I have the following nested data structure:
{ x: { y: 'foo', z: 'bar' } }
This data is stored on a prototype object, which is the parent of both concrete objects and other prototypes.
I want to assign to the x.y
property of inheriting objects without affecting the parent prototype. Also, I want accesses to x.z
to be delegated to the prototype.
What is the best way to do this?
Here is an executable snippet which better illustrates what I want to accomplish:
// Prototype with nested properties.
var prototype = {
question: 'Am I nested?',
nested: {
answer: 'Yes.',
thoughts: 'I like being nested.'
}
};
// Another prototype. Overrides properties.
var liar = Object.create(prototype);
liar.nested.answer = 'N-No...!'; // Modifies prototype since
// liar.nested === prototype.nested
// I could do this, but then I lose the other nested properties.
var indecisive = Object.create(prototype);
indecisive.nested = { answer: 'I dunno?' }; // New object, won't delegate.
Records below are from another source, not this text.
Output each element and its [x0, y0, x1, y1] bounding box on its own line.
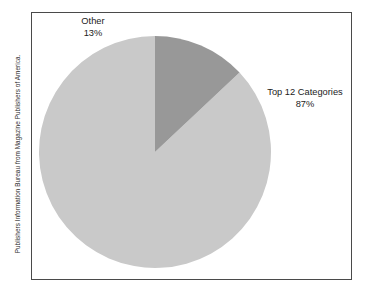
pie-label-top-12-categories-name: Top 12 Categories	[259, 87, 351, 99]
pie-label-top-12-categories: Top 12 Categories 87%	[259, 87, 351, 110]
pie-label-top-12-categories-value: 87%	[259, 99, 351, 111]
source-credit-label: Publishers Information Bureau from Magaz…	[14, 54, 22, 254]
pie-label-other-name: Other	[60, 16, 126, 28]
pie-chart	[31, 12, 352, 280]
pie-label-other: Other 13%	[60, 16, 126, 39]
pie-label-other-value: 13%	[60, 28, 126, 40]
pie-chart-figure: Publishers Information Bureau from Magaz…	[0, 0, 367, 294]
// Output some text on the snippet results panel.
function results(text) { results.element.appendChild(document.createTextNode(text + '\n')); }; results.element = document.getElementById('results'); results.json = function() { for(var i = 0, len = arguments.length; i < len; ++i) { results(JSON.stringify(arguments[i], results.json.replacer, results.json.indentation)); } }; results.json.replacer = function(k, v) { return typeof v === 'undefined' ? 'undefined' : v; }; results.json.indentation = 4;
results.json(
prototype.nested.answer, // Shouldn't have been changed.
liar.nested.answer, // As expected.
indecisive.nested.answer, // As expected.
prototype.nested.thoughts, // As expected.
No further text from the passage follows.